New planning and development reforms in NSW aim to create more affordable housing and boost supply in a bid to tackle the affordability and supply crisis.
Premier Chris Minns will on Thursday announce a range of initiatives to incentivise the construction of affordable housing, including setting more minimum affordable targets and fast-tracking planning processes.
Housing developments over $75 million, which include a minimum of 15 per cent affordable housing, will gain access to a new State Significant Development pathway, meaning planning decisions will be made faster.
These developments will also gain access to a 30 per cent floor space ratio boost and a height bonus of 30 per cent above local environment plans.
Incentivising a minimum affordable housing component in private developments on private land will build on the government's pre-election commitment to ensure that developments on surplus public land include a minimum of 30 per cent affordable, social, and universal housing.
Under the new reforms, set to come into force later this year, the government will have the power to gazette more large-scale housing proposals as State Significant Developments, speeding up planning decisions.
Mr Minns called for the end of urban sprawl, saying people must get comfortable with the idea of going up in higher density housing, closer to infrastructure, to facilitate Sydney's growth.
"We can't just keep adding a street to the fringes of Sydney every time we need more housing," he will say at a Western Sydney Leadership Dialogue event at Sydney Olympic Park on Thursday.
"We need to look closer to the city, where so many people currently work, and where key workers need to travel to every single day."
Key to the housing reforms will be maximising affordable housing in private developments and not just on public land.
"This will result in more affordable housing entering the market, and more supply overall - both of which are crucial in tackling housing affordability and meeting our requirements for new dwellings," Mr Minns will say.
NSW needs to build 314,000 new dwellings in order to meet the state's share of the national housing accord to build one million new homes over five years starting from 2024.
But it is falling short by almost 30,000 homes a year.
Mr Minns told the Sydney 2050 Summit last month apartment approvals are at their lowest since 2014 while apartment rents rose 24 per cent in one single year.
At the same time NSW became the first state to surpass one million strata lots, increasing nine per cent in two years.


_ACTIVITY:_ Every line of the data below needs to be reproduced exactly.

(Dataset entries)
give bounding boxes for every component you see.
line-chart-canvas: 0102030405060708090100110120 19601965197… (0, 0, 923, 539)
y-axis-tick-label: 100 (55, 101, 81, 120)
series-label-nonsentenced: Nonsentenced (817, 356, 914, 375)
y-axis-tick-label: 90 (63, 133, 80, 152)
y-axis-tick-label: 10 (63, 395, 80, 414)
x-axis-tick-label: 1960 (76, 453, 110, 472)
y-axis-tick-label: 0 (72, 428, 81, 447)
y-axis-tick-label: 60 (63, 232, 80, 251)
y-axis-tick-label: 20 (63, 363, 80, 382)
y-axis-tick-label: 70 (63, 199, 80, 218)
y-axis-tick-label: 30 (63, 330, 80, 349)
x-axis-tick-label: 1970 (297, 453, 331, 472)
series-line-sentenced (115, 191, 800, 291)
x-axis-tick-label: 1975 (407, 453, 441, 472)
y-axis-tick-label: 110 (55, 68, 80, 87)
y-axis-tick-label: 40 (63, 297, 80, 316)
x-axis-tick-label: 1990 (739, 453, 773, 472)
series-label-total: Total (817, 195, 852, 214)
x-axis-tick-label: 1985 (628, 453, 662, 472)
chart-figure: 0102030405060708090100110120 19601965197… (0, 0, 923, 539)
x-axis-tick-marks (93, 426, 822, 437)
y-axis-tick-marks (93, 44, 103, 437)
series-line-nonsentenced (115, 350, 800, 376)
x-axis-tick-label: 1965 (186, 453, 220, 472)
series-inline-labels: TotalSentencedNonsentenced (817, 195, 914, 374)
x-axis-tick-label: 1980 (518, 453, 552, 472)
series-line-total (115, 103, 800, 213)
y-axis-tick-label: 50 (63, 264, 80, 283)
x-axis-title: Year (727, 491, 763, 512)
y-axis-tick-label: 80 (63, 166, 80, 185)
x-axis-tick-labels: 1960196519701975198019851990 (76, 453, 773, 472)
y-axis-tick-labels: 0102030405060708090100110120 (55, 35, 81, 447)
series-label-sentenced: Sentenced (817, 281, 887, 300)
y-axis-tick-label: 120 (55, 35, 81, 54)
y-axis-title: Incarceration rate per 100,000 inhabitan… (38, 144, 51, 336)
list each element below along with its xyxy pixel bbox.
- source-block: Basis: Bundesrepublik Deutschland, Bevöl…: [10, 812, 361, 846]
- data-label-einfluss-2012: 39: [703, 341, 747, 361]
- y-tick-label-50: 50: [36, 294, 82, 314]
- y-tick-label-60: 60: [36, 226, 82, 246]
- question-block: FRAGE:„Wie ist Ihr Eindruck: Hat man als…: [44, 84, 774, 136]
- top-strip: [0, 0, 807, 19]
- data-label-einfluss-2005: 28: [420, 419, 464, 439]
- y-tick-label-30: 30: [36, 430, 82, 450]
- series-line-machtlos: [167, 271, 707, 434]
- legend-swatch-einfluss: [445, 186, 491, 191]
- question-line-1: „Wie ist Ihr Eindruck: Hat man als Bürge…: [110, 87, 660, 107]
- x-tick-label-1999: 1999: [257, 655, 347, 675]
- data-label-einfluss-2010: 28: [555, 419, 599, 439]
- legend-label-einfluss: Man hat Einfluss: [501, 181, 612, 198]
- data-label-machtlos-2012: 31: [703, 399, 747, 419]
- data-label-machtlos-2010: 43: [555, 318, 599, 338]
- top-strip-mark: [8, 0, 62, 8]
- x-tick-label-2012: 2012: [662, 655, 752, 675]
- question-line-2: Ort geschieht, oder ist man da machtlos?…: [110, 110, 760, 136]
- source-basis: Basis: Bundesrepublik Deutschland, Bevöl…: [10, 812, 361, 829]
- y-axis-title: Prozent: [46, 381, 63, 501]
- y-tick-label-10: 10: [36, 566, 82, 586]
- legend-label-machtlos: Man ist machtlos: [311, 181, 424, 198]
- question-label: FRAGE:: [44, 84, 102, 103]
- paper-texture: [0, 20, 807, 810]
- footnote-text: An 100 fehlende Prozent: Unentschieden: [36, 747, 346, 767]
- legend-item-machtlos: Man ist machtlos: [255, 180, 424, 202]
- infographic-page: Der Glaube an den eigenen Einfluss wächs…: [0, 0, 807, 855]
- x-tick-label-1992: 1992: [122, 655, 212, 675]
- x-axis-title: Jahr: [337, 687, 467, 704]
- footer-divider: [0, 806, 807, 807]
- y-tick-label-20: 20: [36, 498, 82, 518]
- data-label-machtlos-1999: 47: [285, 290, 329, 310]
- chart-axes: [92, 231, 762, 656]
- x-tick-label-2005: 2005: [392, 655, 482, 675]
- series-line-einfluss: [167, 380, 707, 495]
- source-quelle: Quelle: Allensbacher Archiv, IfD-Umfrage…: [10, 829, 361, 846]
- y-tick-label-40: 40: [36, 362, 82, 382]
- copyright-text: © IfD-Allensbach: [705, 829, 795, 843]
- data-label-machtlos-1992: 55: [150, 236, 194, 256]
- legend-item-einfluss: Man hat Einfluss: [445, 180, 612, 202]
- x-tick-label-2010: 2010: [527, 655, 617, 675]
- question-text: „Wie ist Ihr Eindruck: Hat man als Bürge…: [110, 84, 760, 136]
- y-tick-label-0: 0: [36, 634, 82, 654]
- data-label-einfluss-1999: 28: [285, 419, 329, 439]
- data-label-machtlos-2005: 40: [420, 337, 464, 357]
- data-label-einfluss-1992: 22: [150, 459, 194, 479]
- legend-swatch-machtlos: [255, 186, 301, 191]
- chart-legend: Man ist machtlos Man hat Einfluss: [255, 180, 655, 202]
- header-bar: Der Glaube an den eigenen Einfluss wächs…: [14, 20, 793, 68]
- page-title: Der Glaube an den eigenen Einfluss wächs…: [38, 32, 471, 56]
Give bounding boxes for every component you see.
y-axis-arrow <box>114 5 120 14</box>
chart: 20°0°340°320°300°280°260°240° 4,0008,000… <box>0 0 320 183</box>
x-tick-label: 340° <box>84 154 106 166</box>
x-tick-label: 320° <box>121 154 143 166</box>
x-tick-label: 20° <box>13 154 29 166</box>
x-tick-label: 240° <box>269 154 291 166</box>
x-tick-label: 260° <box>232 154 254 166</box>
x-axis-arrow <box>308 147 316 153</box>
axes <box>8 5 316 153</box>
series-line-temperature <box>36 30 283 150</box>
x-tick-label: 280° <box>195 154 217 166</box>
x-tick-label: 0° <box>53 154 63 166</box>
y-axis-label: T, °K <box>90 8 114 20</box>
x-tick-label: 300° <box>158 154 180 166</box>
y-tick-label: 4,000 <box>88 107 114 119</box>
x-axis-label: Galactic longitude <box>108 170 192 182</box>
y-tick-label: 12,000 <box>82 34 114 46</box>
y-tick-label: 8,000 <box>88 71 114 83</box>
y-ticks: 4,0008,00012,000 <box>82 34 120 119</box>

_WRITTEN RESPONSE:_
give bounding boxes for every component you see.
line-chart-canvas: 0102030405060708090100110120 19601965197… (0, 0, 923, 539)
y-axis-tick-label: 100 (55, 101, 81, 120)
series-label-nonsentenced: Nonsentenced (817, 356, 914, 375)
y-axis-tick-label: 90 (63, 133, 80, 152)
y-axis-tick-label: 10 (63, 395, 80, 414)
x-axis-tick-label: 1960 (76, 453, 110, 472)
y-axis-tick-label: 0 (72, 428, 81, 447)
y-axis-tick-label: 60 (63, 232, 80, 251)
y-axis-tick-label: 20 (63, 363, 80, 382)
y-axis-tick-label: 70 (63, 199, 80, 218)
y-axis-tick-label: 30 (63, 330, 80, 349)
x-axis-tick-label: 1970 (297, 453, 331, 472)
series-line-sentenced (115, 191, 800, 291)
x-axis-tick-label: 1975 (407, 453, 441, 472)
y-axis-tick-label: 110 (55, 68, 80, 87)
y-axis-tick-label: 40 (63, 297, 80, 316)
x-axis-tick-label: 1990 (739, 453, 773, 472)
series-label-total: Total (817, 195, 852, 214)
x-axis-tick-label: 1985 (628, 453, 662, 472)
chart-figure: 0102030405060708090100110120 19601965197… (0, 0, 923, 539)
x-axis-tick-marks (93, 426, 822, 437)
y-axis-tick-marks (93, 44, 103, 437)
series-line-nonsentenced (115, 350, 800, 376)
x-axis-tick-label: 1965 (186, 453, 220, 472)
series-inline-labels: TotalSentencedNonsentenced (817, 195, 914, 374)
x-axis-tick-label: 1980 (518, 453, 552, 472)
series-line-total (115, 103, 800, 213)
y-axis-tick-label: 50 (63, 264, 80, 283)
x-axis-title: Year (727, 491, 763, 512)
y-axis-tick-label: 80 (63, 166, 80, 185)
x-axis-tick-labels: 1960196519701975198019851990 (76, 453, 773, 472)
y-axis-tick-labels: 0102030405060708090100110120 (55, 35, 81, 447)
series-label-sentenced: Sentenced (817, 281, 887, 300)
y-axis-tick-label: 120 (55, 35, 81, 54)
y-axis-title: Incarceration rate per 100,000 inhabitan… (38, 144, 51, 336)
list each element below along with its xyxy pixel bbox.
- source-block: Basis: Bundesrepublik Deutschland, Bevöl…: [10, 812, 361, 846]
- data-label-einfluss-2012: 39: [703, 341, 747, 361]
- y-tick-label-50: 50: [36, 294, 82, 314]
- y-tick-label-60: 60: [36, 226, 82, 246]
- question-block: FRAGE:„Wie ist Ihr Eindruck: Hat man als…: [44, 84, 774, 136]
- top-strip: [0, 0, 807, 19]
- data-label-einfluss-2005: 28: [420, 419, 464, 439]
- y-tick-label-30: 30: [36, 430, 82, 450]
- series-line-machtlos: [167, 271, 707, 434]
- legend-swatch-einfluss: [445, 186, 491, 191]
- question-line-1: „Wie ist Ihr Eindruck: Hat man als Bürge…: [110, 87, 660, 107]
- x-tick-label-1999: 1999: [257, 655, 347, 675]
- data-label-einfluss-2010: 28: [555, 419, 599, 439]
- legend-label-einfluss: Man hat Einfluss: [501, 181, 612, 198]
- data-label-machtlos-2012: 31: [703, 399, 747, 419]
- data-label-machtlos-2010: 43: [555, 318, 599, 338]
- top-strip-mark: [8, 0, 62, 8]
- x-tick-label-2012: 2012: [662, 655, 752, 675]
- question-line-2: Ort geschieht, oder ist man da machtlos?…: [110, 110, 760, 136]
- source-basis: Basis: Bundesrepublik Deutschland, Bevöl…: [10, 812, 361, 829]
- y-axis-title: Prozent: [46, 381, 63, 501]
- y-tick-label-10: 10: [36, 566, 82, 586]
- legend-label-machtlos: Man ist machtlos: [311, 181, 424, 198]
- question-label: FRAGE:: [44, 84, 102, 103]
- paper-texture: [0, 20, 807, 810]
- footnote-text: An 100 fehlende Prozent: Unentschieden: [36, 747, 346, 767]
- legend-item-machtlos: Man ist machtlos: [255, 180, 424, 202]
- infographic-page: Der Glaube an den eigenen Einfluss wächs…: [0, 0, 807, 855]
- x-tick-label-1992: 1992: [122, 655, 212, 675]
- x-axis-title: Jahr: [337, 687, 467, 704]
- footer-divider: [0, 806, 807, 807]
- y-tick-label-20: 20: [36, 498, 82, 518]
- data-label-machtlos-1999: 47: [285, 290, 329, 310]
- chart-axes: [92, 231, 762, 656]
- x-tick-label-2005: 2005: [392, 655, 482, 675]
- series-line-einfluss: [167, 380, 707, 495]
- source-quelle: Quelle: Allensbacher Archiv, IfD-Umfrage…: [10, 829, 361, 846]
- y-tick-label-40: 40: [36, 362, 82, 382]
- copyright-text: © IfD-Allensbach: [705, 829, 795, 843]
- data-label-machtlos-1992: 55: [150, 236, 194, 256]
- legend-item-einfluss: Man hat Einfluss: [445, 180, 612, 202]
- x-tick-label-2010: 2010: [527, 655, 617, 675]
- question-text: „Wie ist Ihr Eindruck: Hat man als Bürge…: [110, 84, 760, 136]
- y-tick-label-0: 0: [36, 634, 82, 654]
- data-label-einfluss-1999: 28: [285, 419, 329, 439]
- data-label-machtlos-2005: 40: [420, 337, 464, 357]
- data-label-einfluss-1992: 22: [150, 459, 194, 479]
- legend-swatch-machtlos: [255, 186, 301, 191]
- chart-legend: Man ist machtlos Man hat Einfluss: [255, 180, 655, 202]
- header-bar: Der Glaube an den eigenen Einfluss wächs…: [14, 20, 793, 68]
- page-title: Der Glaube an den eigenen Einfluss wächs…: [38, 32, 471, 56]
Give bounding boxes for every component you see.
y-axis-arrow <box>114 5 120 14</box>
chart: 20°0°340°320°300°280°260°240° 4,0008,000… <box>0 0 320 183</box>
x-tick-label: 340° <box>84 154 106 166</box>
x-tick-label: 320° <box>121 154 143 166</box>
x-tick-label: 20° <box>13 154 29 166</box>
x-tick-label: 240° <box>269 154 291 166</box>
x-tick-label: 260° <box>232 154 254 166</box>
x-axis-arrow <box>308 147 316 153</box>
axes <box>8 5 316 153</box>
series-line-temperature <box>36 30 283 150</box>
x-tick-label: 280° <box>195 154 217 166</box>
x-tick-label: 0° <box>53 154 63 166</box>
y-axis-label: T, °K <box>90 8 114 20</box>
x-tick-label: 300° <box>158 154 180 166</box>
y-tick-label: 4,000 <box>88 107 114 119</box>
x-axis-label: Galactic longitude <box>108 170 192 182</box>
y-tick-label: 12,000 <box>82 34 114 46</box>
y-tick-label: 8,000 <box>88 71 114 83</box>
y-ticks: 4,0008,00012,000 <box>82 34 120 119</box>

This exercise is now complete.